Nuclear families often have annual holiday traditions. A family may spend each Thanksgiving with paternal grandparents, Easter with a favorite uncle and Christmas Eve at church services with maternal grandparents. Kids look forward to these annual traditions.

However, if parents divorce, kids are split, often into alternating holidays. A traditional holiday parenting schedule may look something like this:

  • Easter: even years with mom, odd years with dad 9 am to 6 pm
  • July 4th: even years with dad, odd years with mom 9 am overnight to 9 am
  • Halloween: even years with mom, odd years with dad 9 am overnight to 9 am
  • Thanksgiving: even years with dad, odd years with mom 9 am to 6 pm
  • Christmas Eve: even years with mom, odd years with dad 12 pm overnight to 12 pm
  • Christmas Day: even years with dad, odd years with mom 12 pm overnight to 12 pm

While this schedule may provide the opportunity to have holiday time every two years with their children, it does not have the continuity the children were used to before the divorce.

I had a client suggest an idea that I thought was brilliant. Instead of alternating, each parent would have set holidays. Under this idea, the kids could enjoy 4th of July every year at mom’s family’s summer camp, host dad’s family for turkey and football on Thanksgiving and continue going to church on Christmas Eve with their maternal grandparents. The parents could still alternate the Christmas overnight, but maintain a consistent, fixed schedule for the remaining holiday time. The parent who does not have parenting time on a holiday can still plan celebrations around a holiday. For example, the non-holiday parent can bring the children to an Easter egg hunt, fireworks, or a haunted house adventure during their parenting time.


### Task directions
From the records below, find each line with the string "Ceramic" and copy it.

### Records for the task
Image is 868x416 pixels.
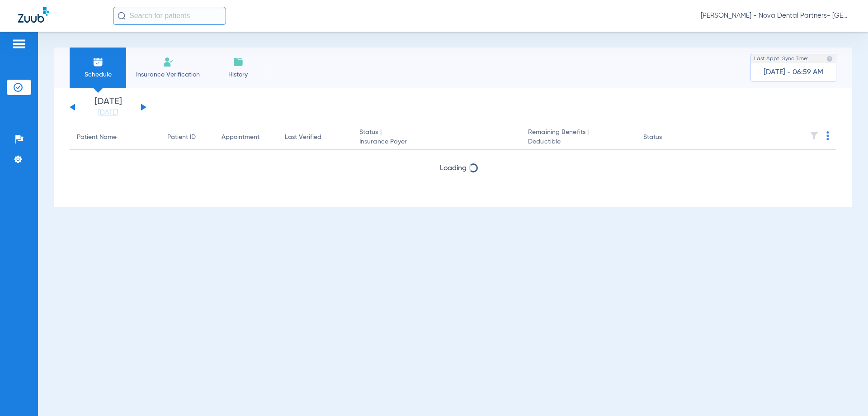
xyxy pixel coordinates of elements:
img: hamburger-icon [11,38,26,49]
div: Last Verified [285,132,322,142]
img: History [233,56,243,67]
img: Search Icon [118,11,126,20]
li: [DATE] [81,97,136,117]
th: Status [636,125,697,150]
th: Status | [352,125,521,150]
span: Deductible [528,137,628,146]
span: Loading [440,164,466,172]
span: [PERSON_NAME] - Nova Dental Partners- [GEOGRAPHIC_DATA] [701,11,850,20]
span: [DATE] - 06:59 AM [763,68,823,77]
a: [DATE] [81,108,136,117]
span: Schedule [77,70,119,79]
input: Search for patients [113,7,226,25]
div: Patient Name [77,132,153,142]
span: Last Appt. Sync Time: [754,54,808,63]
img: filter.svg [809,132,818,141]
div: Patient ID [167,132,207,142]
img: Manual Insurance Verification [162,56,174,67]
div: Appointment [221,132,270,142]
span: Insurance Payer [359,137,514,146]
div: Last Verified [285,132,345,142]
img: group-dot-blue.svg [826,132,829,141]
span: History [216,70,260,79]
img: Zuub Logo [18,7,49,23]
img: Schedule [92,56,104,67]
img: last sync help info [826,56,833,62]
th: Remaining Benefits | [521,125,635,150]
div: Patient ID [167,132,196,142]
div: Appointment [221,132,260,142]
span: Insurance Verification [133,70,203,79]
div: Patient Name [77,132,117,142]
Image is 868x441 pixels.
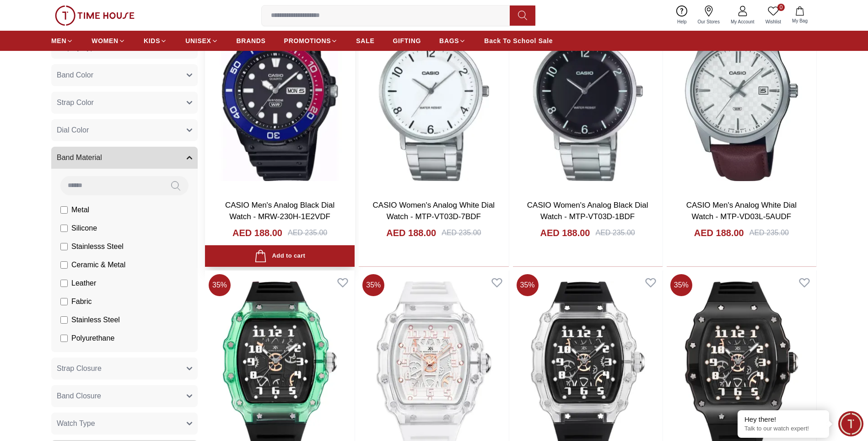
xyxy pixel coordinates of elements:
[205,245,355,267] button: Add to cart
[144,37,160,45] span: KIDS
[288,227,327,238] div: AED 235.00
[55,5,135,25] img: ...
[60,207,68,214] input: Metal
[232,227,282,239] h4: AED 188.00
[71,205,90,215] span: Metal
[285,32,339,49] a: PROMOTIONS
[373,200,495,221] a: CASIO Women's Analog White Dial Watch - MTP-VT03D-7BDF
[760,3,787,27] a: 0Wishlist
[541,227,590,239] h4: AED 188.00
[51,357,198,379] button: Strap Closure
[387,227,436,239] h4: AED 188.00
[71,296,91,307] span: Fabric
[91,37,118,45] span: WOMEN
[51,64,198,86] button: Band Color
[285,37,332,45] span: PROMOTIONS
[356,32,374,49] a: SALE
[57,70,93,81] span: Band Color
[51,92,198,113] button: Strap Color
[674,18,690,25] span: Help
[185,32,218,49] a: UNISEX
[57,153,102,163] span: Band Material
[777,3,785,11] span: 0
[528,200,649,221] a: CASIO Women's Analog Black Dial Watch - MTP-VT03D-1BDF
[60,335,68,342] input: Polyurethane
[51,412,198,434] button: Watch Type
[254,250,306,262] div: Add to cart
[91,32,125,49] a: WOMEN
[51,146,198,169] button: Band Material
[71,278,96,288] span: Leather
[441,227,481,238] div: AED 235.00
[57,363,102,374] span: Strap Closure
[750,227,790,238] div: AED 235.00
[57,418,95,429] span: Watch Type
[838,411,864,437] div: Chat Widget
[209,274,231,296] span: 35 %
[57,125,89,136] span: Dial Color
[728,18,758,25] span: My Account
[763,18,785,25] span: Wishlist
[71,333,114,343] span: Polyurethane
[60,316,68,323] input: Stainless Steel
[517,274,539,296] span: 35 %
[71,241,124,252] span: Stainlesss Steel
[595,227,635,238] div: AED 235.00
[362,274,385,296] span: 35 %
[71,351,93,362] span: Plastic
[60,225,68,232] input: Silicone
[71,260,125,270] span: Ceramic & Metal
[440,37,459,45] span: BAGS
[144,32,167,49] a: KIDS
[51,37,66,45] span: MEN
[745,415,823,424] div: Hey there!
[60,280,68,287] input: Leather
[60,243,68,250] input: Stainlesss Steel
[440,32,466,49] a: BAGS
[185,37,211,45] span: UNISEX
[57,390,101,402] span: Band Closure
[60,261,68,268] input: Ceramic & Metal
[237,37,266,45] span: BRANDS
[745,424,823,432] p: Talk to our watch expert!
[71,315,120,325] span: Stainless Steel
[693,3,725,27] a: Our Stores
[484,32,553,49] a: Back To School Sale
[225,200,334,221] a: CASIO Men's Analog Black Dial Watch - MRW-230H-1E2VDF
[789,17,811,24] span: My Bag
[484,37,553,45] span: Back To School Sale
[57,97,94,108] span: Strap Color
[393,37,421,45] span: GIFTING
[51,385,198,407] button: Band Closure
[787,4,813,26] button: My Bag
[672,3,693,27] a: Help
[51,32,73,49] a: MEN
[237,32,266,49] a: BRANDS
[71,223,97,234] span: Silicone
[695,227,744,239] h4: AED 188.00
[687,200,797,221] a: CASIO Men's Analog White Dial Watch - MTP-VD03L-5AUDF
[51,119,198,141] button: Dial Color
[60,298,68,305] input: Fabric
[695,18,723,25] span: Our Stores
[356,37,374,45] span: SALE
[393,32,421,49] a: GIFTING
[670,274,693,296] span: 35 %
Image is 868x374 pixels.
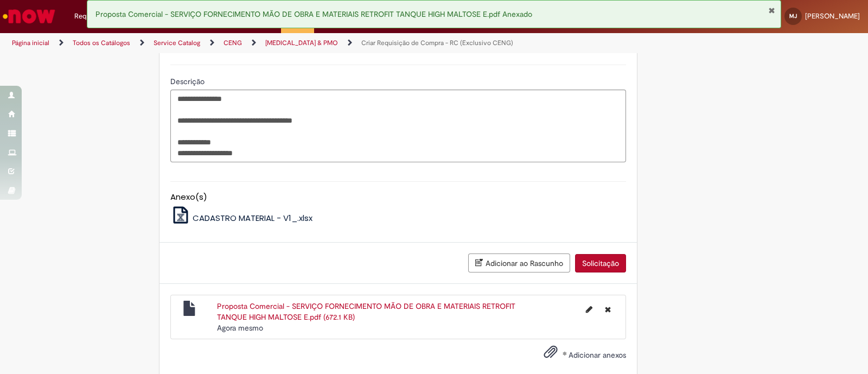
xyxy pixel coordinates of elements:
[8,33,571,53] ul: Trilhas de página
[192,212,312,223] span: CADASTRO MATERIAL - V1_.xlsx
[805,12,860,21] span: [PERSON_NAME]
[789,13,796,19] span: MJ
[170,90,626,162] textarea: Descrição
[95,9,532,19] span: Proposta Comercial - SERVIÇO FORNECIMENTO MÃO DE OBRA E MATERIAIS RETROFIT TANQUE HIGH MALTOSE E....
[217,323,263,333] time: 28/08/2025 09:22:51
[170,212,313,223] a: CADASTRO MATERIAL - V1_.xlsx
[170,192,626,202] h5: Anexo(s)
[265,38,338,47] a: [MEDICAL_DATA] & PMO
[468,254,570,273] button: Adicionar ao Rascunho
[217,301,515,322] a: Proposta Comercial - SERVIÇO FORNECIMENTO MÃO DE OBRA E MATERIAIS RETROFIT TANQUE HIGH MALTOSE E....
[12,38,49,47] a: Página inicial
[73,38,130,47] a: Todos os Catálogos
[361,38,513,47] a: Criar Requisição de Compra - RC (Exclusivo CENG)
[74,11,112,22] span: Requisições
[579,301,599,318] button: Editar nome de arquivo Proposta Comercial - SERVIÇO FORNECIMENTO MÃO DE OBRA E MATERIAIS RETROFIT...
[217,323,263,333] span: Agora mesmo
[170,76,207,86] span: Descrição
[540,342,560,367] button: Adicionar anexos
[223,38,242,47] a: CENG
[568,350,626,360] span: Adicionar anexos
[153,38,200,47] a: Service Catalog
[768,6,775,15] button: Fechar Notificação
[598,301,617,318] button: Excluir Proposta Comercial - SERVIÇO FORNECIMENTO MÃO DE OBRA E MATERIAIS RETROFIT TANQUE HIGH MA...
[575,254,626,273] button: Solicitação
[1,5,57,27] img: ServiceNow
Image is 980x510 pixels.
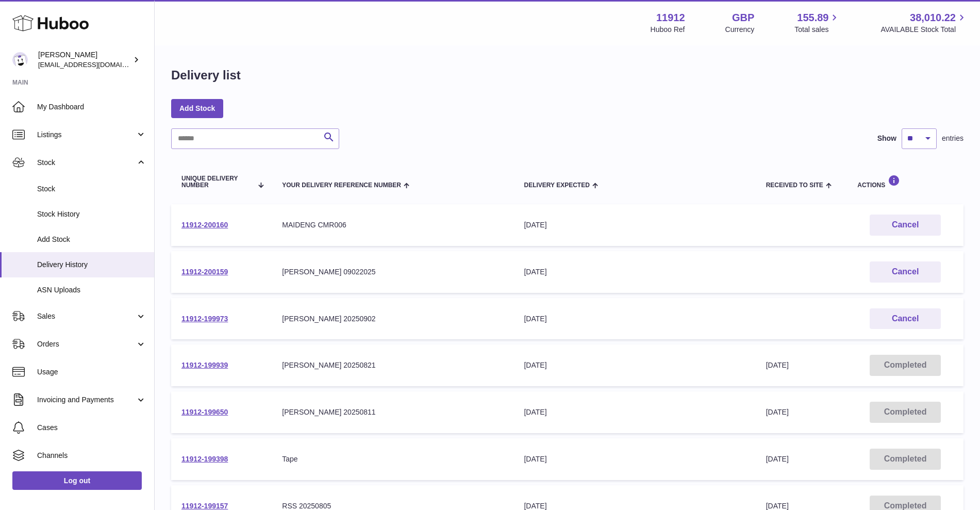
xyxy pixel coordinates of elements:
[766,502,789,510] span: [DATE]
[182,175,253,188] span: Unique Delivery Number
[282,182,401,188] span: Your Delivery Reference Number
[524,182,589,188] span: Delivery Expected
[182,502,227,510] a: 11912-199157
[37,102,146,112] span: My Dashboard
[877,134,897,143] label: Show
[37,367,146,377] span: Usage
[725,24,755,35] div: Currency
[794,11,840,35] a: 155.89 Total sales
[524,361,744,370] div: [DATE]
[766,361,789,370] span: [DATE]
[524,314,744,324] div: [DATE]
[869,214,941,236] button: Cancel
[37,423,146,433] span: Cases
[182,361,227,370] a: 11912-199939
[171,99,223,118] a: Add Stock
[282,407,503,418] div: [PERSON_NAME] 20250811
[880,24,967,35] span: AVAILABLE Stock Total
[524,455,744,464] div: [DATE]
[869,308,941,330] button: Cancel
[182,221,227,229] a: 11912-200160
[910,11,956,24] span: 38,010.22
[37,235,146,245] span: Add Stock
[869,262,941,282] button: Cancel
[282,361,503,370] div: [PERSON_NAME] 20250821
[37,395,136,405] span: Invoicing and Payments
[37,130,136,140] span: Listings
[766,408,789,416] span: [DATE]
[651,24,685,35] div: Huboo Ref
[37,158,136,168] span: Stock
[171,67,241,84] h1: Delivery list
[37,184,146,194] span: Stock
[182,408,227,416] a: 11912-199650
[880,11,967,35] a: 38,010.22 AVAILABLE Stock Total
[942,134,963,143] span: entries
[13,52,28,67] img: info@carbonmyride.com
[857,175,953,188] div: Actions
[282,220,503,230] div: MAIDENG CMR006
[182,315,227,323] a: 11912-199973
[732,11,754,24] strong: GBP
[524,267,744,277] div: [DATE]
[766,182,823,188] span: Received to Site
[37,260,146,270] span: Delivery History
[797,11,828,24] span: 155.89
[37,285,146,295] span: ASN Uploads
[524,407,744,418] div: [DATE]
[282,267,503,277] div: [PERSON_NAME] 09022025
[656,11,685,24] strong: 11912
[37,209,146,220] span: Stock History
[37,312,136,322] span: Sales
[794,24,840,35] span: Total sales
[182,268,227,276] a: 11912-200159
[37,339,136,349] span: Orders
[766,455,789,463] span: [DATE]
[524,220,744,230] div: [DATE]
[37,451,146,460] span: Channels
[182,455,227,463] a: 11912-199398
[282,455,503,464] div: Tape
[38,61,151,69] span: [EMAIL_ADDRESS][DOMAIN_NAME]
[13,472,142,490] a: Log out
[38,50,131,69] div: [PERSON_NAME]
[282,314,503,324] div: [PERSON_NAME] 20250902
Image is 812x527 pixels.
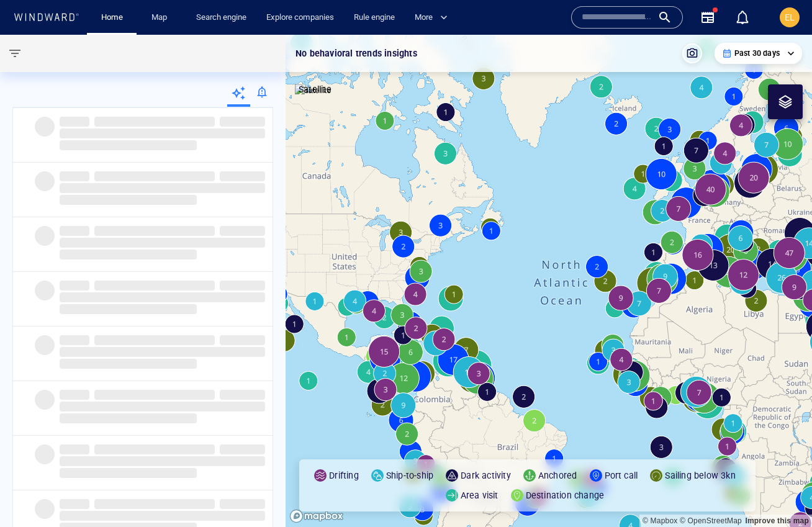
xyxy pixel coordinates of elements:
[34,390,54,410] span: ‌
[59,249,197,260] span: ‌
[34,445,54,465] span: ‌
[261,7,339,28] a: Explore companies
[94,499,215,509] span: ‌
[665,468,735,483] p: Sailing below 3kn
[59,414,197,423] span: ‌
[34,226,54,246] span: ‌
[34,172,54,191] span: ‌
[59,456,265,467] span: ‌
[94,226,215,236] span: ‌
[94,172,215,181] span: ‌
[298,82,332,97] p: Satellite
[59,141,197,150] span: ‌
[59,183,265,193] span: ‌
[59,238,265,248] span: ‌
[59,468,197,478] span: ‌
[721,47,795,59] div: Past 30 days
[285,35,812,527] canvas: Map
[220,390,265,400] span: ‌
[141,7,181,28] button: Map
[220,172,265,181] span: ‌
[220,280,265,291] span: ‌
[59,402,265,411] span: ‌
[92,7,132,28] button: Home
[778,5,802,30] button: EL
[94,390,215,400] span: ‌
[59,390,90,400] span: ‌
[759,472,803,518] iframe: Chat
[220,445,265,455] span: ‌
[604,468,638,483] p: Port call
[94,336,215,345] span: ‌
[34,116,54,136] span: ‌
[745,517,809,525] a: Map feedback
[59,359,197,369] span: ‌
[642,517,678,525] a: Mapbox
[59,304,197,314] span: ‌
[59,511,265,521] span: ‌
[415,10,447,25] span: More
[538,468,578,483] p: Anchored
[59,129,265,139] span: ‌
[460,488,498,503] p: Area visit
[59,499,90,509] span: ‌
[59,226,90,236] span: ‌
[59,280,90,291] span: ‌
[295,85,332,97] img: satellite
[680,517,742,525] a: OpenStreetMap
[386,468,434,483] p: Ship-to-ship
[59,172,90,181] span: ‌
[296,46,417,61] p: No behavioral trends insights
[409,7,458,28] button: More
[94,280,215,291] span: ‌
[349,7,400,28] a: Rule engine
[191,7,252,28] a: Search engine
[220,116,265,127] span: ‌
[220,226,265,236] span: ‌
[59,336,90,345] span: ‌
[220,499,265,509] span: ‌
[94,445,215,455] span: ‌
[34,499,54,519] span: ‌
[59,445,90,455] span: ‌
[735,10,750,25] div: Notification center
[147,7,177,28] a: Map
[97,7,128,28] a: Home
[329,468,359,483] p: Drifting
[59,116,90,127] span: ‌
[34,280,54,301] span: ‌
[290,509,344,524] a: Mapbox logo
[59,195,197,205] span: ‌
[526,488,604,503] p: Destination change
[784,12,795,22] span: EL
[734,47,779,59] p: Past 30 days
[59,348,265,357] span: ‌
[460,468,511,483] p: Dark activity
[220,336,265,345] span: ‌
[34,336,54,355] span: ‌
[94,116,215,127] span: ‌
[59,292,265,303] span: ‌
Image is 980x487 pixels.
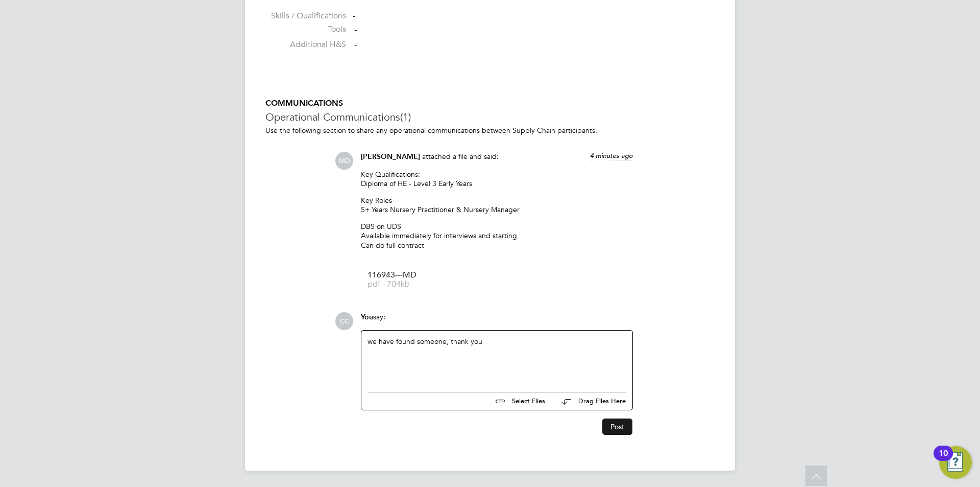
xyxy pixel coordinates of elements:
span: attached a file and said: [422,152,499,161]
span: - [354,40,357,50]
h5: COMMUNICATIONS [265,98,715,109]
button: Drag Files Here [553,391,626,413]
p: DBS on UDS Available immediately for interviews and starting Can do full contract [361,222,633,250]
div: we have found someone, thank you [368,337,626,381]
span: You [361,313,373,321]
span: [PERSON_NAME] [361,152,420,161]
h3: Operational Communications [265,110,715,124]
p: Key Roles 5+ Years Nursery Practitioner & Nursery Manager [361,195,633,214]
a: 116943---MD pdf - 704kb [368,271,449,288]
label: Tools [265,24,346,35]
label: Skills / Qualifications [265,11,346,22]
p: Key Qualifications: Diploma of HE - Level 3 Early Years [361,169,633,188]
div: 10 [939,453,948,467]
span: pdf - 704kb [368,281,449,288]
div: - [353,11,715,22]
span: (1) [400,110,411,124]
span: MD [335,152,353,169]
button: Post [602,418,632,435]
div: say: [361,312,633,330]
p: Use the following section to share any operational communications between Supply Chain participants. [265,125,715,135]
span: 4 minutes ago [590,152,633,160]
span: CC [335,312,353,330]
span: 116943---MD [368,271,449,279]
span: - [354,25,357,35]
label: Additional H&S [265,39,346,50]
button: Open Resource Center, 10 new notifications [939,446,972,479]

### Your solution
[71,260,125,270] span: Ceramic & Metal
[60,261,68,268] input: Ceramic & Metal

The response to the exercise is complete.